For the record I also need to mention I'm not American and was raised Christian (although I don't consider myself one anymore).
> Again, I think you might be mistaking the effect for the cause. While it may be true that applying the lessons of the Sermon on the Mount might lead to social stability, I don't think that's what Jesus intended exactly. I don't think he was doing social engineering, rather that he was really trying to convey his ideas of what a right and moral life would be. The fact that leading good lives as individuals leads to better societies is a fortunate corollary, not the main purpose.
Then what is the purpose of leading a good life? In my mind, morality is precisely in order to stabilise society. I know we don't talk about it in those terms, but then we never really talk about the purpose behind good and evil. It's just "doing this is good, doing this is bad".
> Incidentally, if you think about it honestly, it's quite clear that Christianity didn't actually lead to particularly nice societies, once it became the politically dominant religion.
Compared to what? Today? Possibly not no (though I think we fail to acknowledge how much we lost in our transition to secularity), but compared to what came before Christianity was pretty great, as I understand. To be honest I lay a lot of the historical nastiness of Christianity at the feet of the Church rather than the teachings of Christ too, after all power does corrupt.
> For the record I also need to mention I'm not American and was raised Christian (although I don't consider myself one anymore).
I'm not either. But I do see nerd-culture (or tech-culture or whatever) as being broadly very dismissive of the value of religion, and generally having no understanding of it either. Funnily enough I was raised Atheist but am now a somewhat-practicing Buddhist.
> Then what is the purpose of leading a good life? In my mind, morality is precisely in order to stabilise society.
The way I see it morality is an intrinsic human ability. This is not to say that all people are moral, but that all people, if they develop in a normal, stable environment, will naturally develop a certain morality that is actually not that different from one person to another. In this view morality doesn't really need to be taught and enforced by authority. Leading a good life is therefore the natural thing that people do.
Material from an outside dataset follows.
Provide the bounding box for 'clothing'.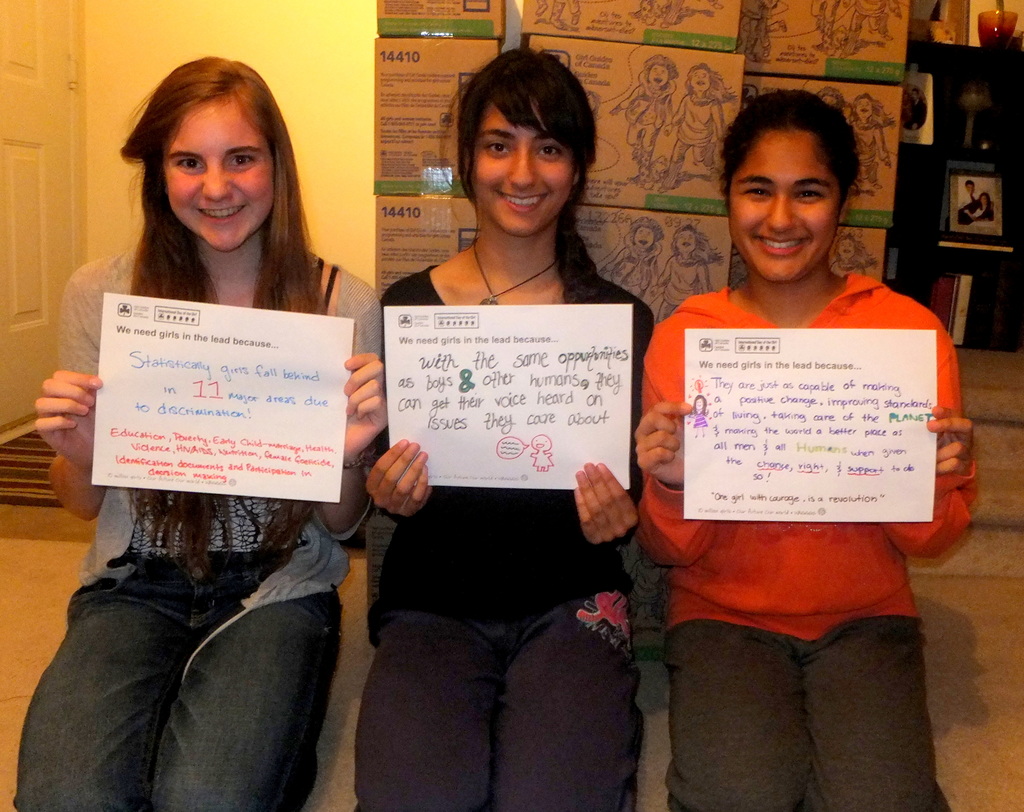
rect(642, 211, 958, 747).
> we fail to acknowledge how much we lost in our transition to secularity
I tend to agree, although for me what was lost with secularization is not so much morality, but important social institutions that fostered collaboration, charity, mutual understanding. Even when it's not lost, religion can be deeply perverted by the modern capitalist society - something like prosperity theology is an abomination to me.
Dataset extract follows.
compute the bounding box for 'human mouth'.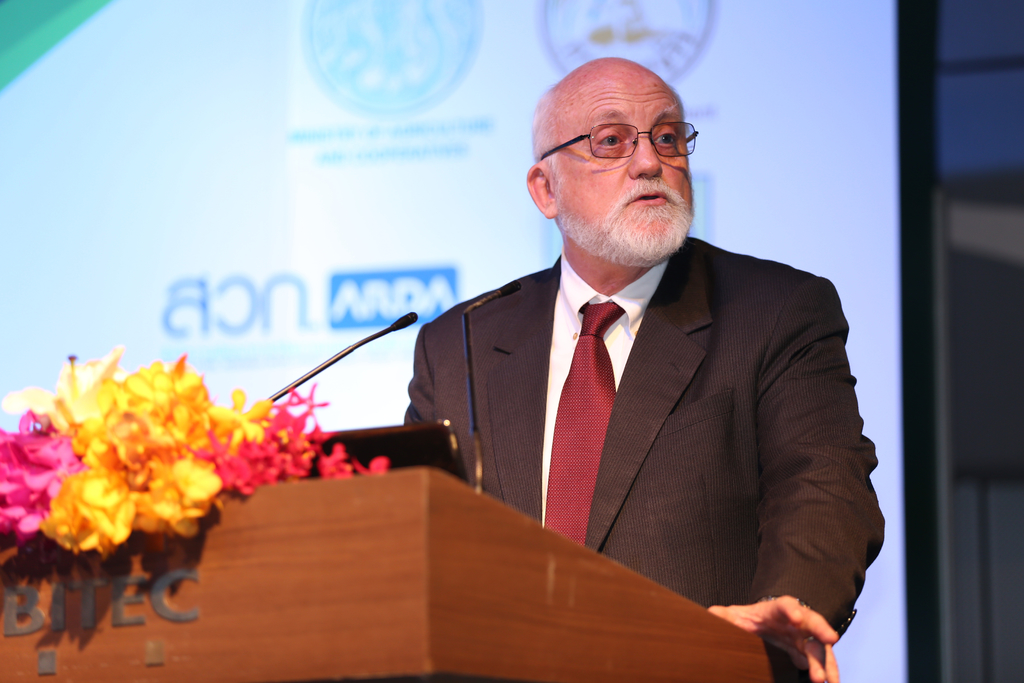
pyautogui.locateOnScreen(625, 190, 666, 208).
> compared to what came before Christianity was pretty great
I recommend The Darkening Age[1] for a sense of just how destructive early Christianity was.
> I do see nerd-culture (or tech-culture or whatever) as being broadly very dismissive of the value of religion, and generally having no understanding of it either
Here I also tend to agree, particularly when the dismissal of religion is tied in with scientism and perhaps even classism.
I could see the opposite of that possibly arising, e.g. doing something irrational like creating a training event every 2 decades, due to belief - but the inverse makes no sense to me, what's the advantage to a society to renewing skills at 20 year cliff-edges vs. continual development? Makes less sense still in the context of Japanese kingdoms, the kingdom choosing to continually propagate skills would win.
Because skills aren't always generalisable. For the Ido shine, for example, there's a specific building skillset they use for building temples. New temples aren't built often enough to keep those skills sharp.
> training
Training doesn't impart skills unless the theoretical knowledge is actually used. What better way to use it than to build a temple?